Seriously, if we can't get people to adopt IPv6, what's the chance that people are going to adopt something more disruptive?
I've seen some of these proposals, and technically they're interesting. From the perspective of getting the market to move in a new direction, things will have to get a lot worse before they're even taken seriously.
Am I part of the core demographic for Swedish Fish?
People have been talking about this since 1998. On Halloween of that year, Eric Raymond had several Microsoft internal emails forwarded anonymously to him. They outlined how Microsoft could respond to the Open Source Threat. The single most telling quote runs like this:
At the World Wide Web conference in Amsterdam In 2000, Lawrence Lessig spoke clearly about the threat to the principle of the 'end to end' network (i.e. the Internet as designed). At that time he was speaking about the intent of the telcos to subvert it through WAP, but the prophetic nature of his comments are made visible by endeavours such as these.
Make no mistake, folks: the shiny new future that's being laid out for us here will have none of the freedoms that we enjoy today, where access to information is concerned. This is something that needs to be opposed early, loudly and without compromise.
Crumb's Corollary: Never bring a knife to a bun fight.
As to the rest of the paragraph, it's just as misguided. When was the last time you weren't able to connect to the internet due to "equipment failures" other than your own CPE? Or the last time you couldn't get to a site because there was no route to it? Personally (and I use the internet every day, and have for the last 7-8 years, just like almost everyone else on this site), I haven't seen it. The only time I get "Cannot connect to site" is when a page tries to access doubleclick, which I have routed to 127.0.0.1 in
This article sounds like propaganda from the Committee for a More Profitable Internet.
Just junk food for thought...
Truly. For years we've had governments and other special interests clamoring for change because they fear the digital age. In part due to this, we've lost more and more freedoms while the sheeple of the world are led by the ring in the nose ( which they are not even aware of ) into believing that everything is ok; Nothing going wrong here.
So let them redo the internet into a new corporate-friendly version. Let them rape us six ways from sunday. After working in the industry as I have, I could just as easily walk away and leave it to other more patient and gullible folks to handle.
Mod me down with all of your hatred and your journey towards the dark side will be complete!
The only reason that the Internet isn't a fascist's wet DRM dream presently is because when it started there was no need (only authorized personnel had access anyway, and the only media was ASCII porn) and by the time they (authoritarians, facists, and control freaks) first realized what was happenning, it was too late.

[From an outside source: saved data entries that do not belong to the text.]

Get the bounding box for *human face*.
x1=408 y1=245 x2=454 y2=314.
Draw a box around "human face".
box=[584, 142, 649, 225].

You better believe that if a new Internet were designed today, it would be another TV: You'd have your choice of ad-riddled corporate crap and nothing more. There would be no blogs, no personal servers, no freedom at all. Anything genuinely good would be a rare exception, not the rule. You would be locked out from doing what *you* want to do and forbidden from taking the initiative.
We're at the rising edge of a frightening tide. Governments are forcing federal spyware into the central offices and trunks of the Internet (see: AT&T installing signal splitters and roomfuls of NSA spy computers in main offices). Media corporations are perverting hardware into limiting rather than enabling you with DRM. Microsoft, Intel, and AMD are all playing along with it, putting in DRM at every level. If something isn't done, NOW, it's gonna get seriously bad. Now they want to do a ground-level rebuild of the software running the internet... You expect them not to install corporate and government control throughout if they succeed?
At any rate, this will never happen... There's far, FAR too much intertia behind the current internet. I hope.